The Business Times

Alibaba is too old for retro financial nonsense

Published Thu, Sep 26, 2019 · 03:18 AM

[HONG KONG] There comes a time when technology companies should let go of the past. Alibaba is having trouble doing so, based on some of the retro valuation methodology chief financial officer Maggie Wu trotted out during two days of investor presentations this week in Hangzhou, China. The e-commerce giant is too big and too old for such nonsense.

In some ways, Alibaba's gaze is firmly fixed on the future. Chief executive Daniel Zhang reminded the 600 or so attendees of the company's planned lifespan of 102 years, and the importance of dreaming up ways to kill its own businesses before competitors do. It is looking backwards financially, however.

For the finale of her presentation, Ms Wu estimated that half of Amazon's US$860 billion market cap could be attributed to e-commerce. The division's roughly 400 million customers, excluding cloud services, are therefore worth over US$1,000 apiece. Apply that to Alibaba's 860 million so-called annual active consumers, Ms Wu said, and that's some US$900 billion, or double its current US$450 billion equity value. And that's before factoring in other businesses, including its newly secured 33 per cent stake in fintech behemoth Ant Financial.

Although the math elicited applause, it evokes the sort of creative Silicon Valley thinking popular back in 1999 when Jack Ma started Alibaba, and which was used to assess money-losing startups. For a 20-year-old profitable outfit like Alibaba, though, conventional financial analysis is more appropriate.

To that end, Alibaba is already valued on par with Amazon using traditional approaches. Both trade at about 31 times expected Ebitda. If the Chinese company wanted to spotlight a perceived slight, it could more reasonably point to its faster-growing top line and higher profit margins. The resulting uplift on that basis, though, might be less dramatic.

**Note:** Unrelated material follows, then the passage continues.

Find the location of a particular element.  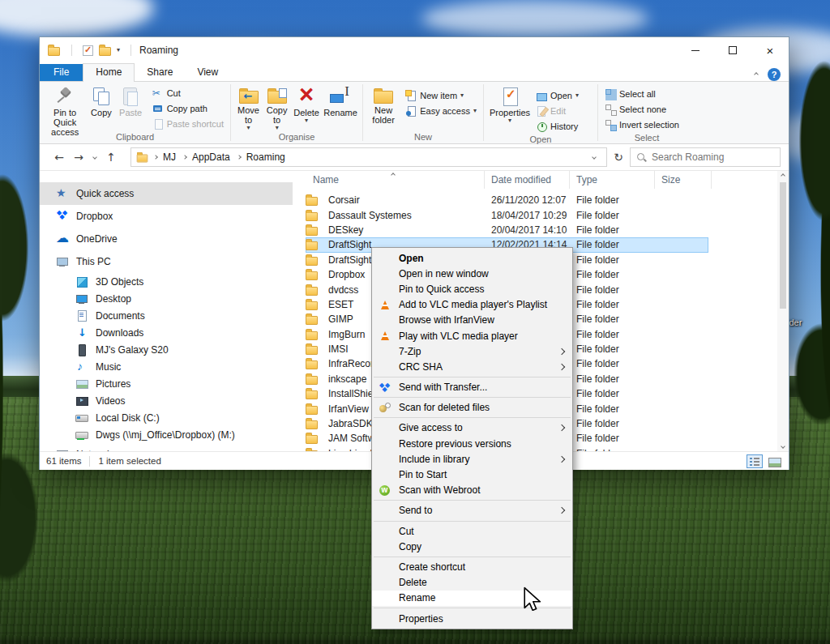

One reason Alibaba is probably resorting to such fanciful analysis is the US-China trade war, which has whipsawed its shares despite reassurances from the top brass that the company is positioned to benefit from it. More significant is a planned second listing in Hong Kong, where new investors may yet be persuaded to impute a higher valuation. They would be wise to look past Alibaba's defensive hype.

Alibaba chief executive Daniel Zhang said on Sept 24 during an investor presentation that the company aims to serve more than 1 billion annual active consumers and generate over 10 trillion yuan (S$1.93 trillion) in gross merchandise volume from its China consumer businesses in five years.

The company also said on Sept 24 that it had secured approval to receive a 33 per cent stake in payments outfit Ant Financial in exchange for 37.5 per cent of its pre-tax profit, more than 18 months after it first proposed the restructuring. Ant was valued at about US$150 billion in an April 2018 fundraising.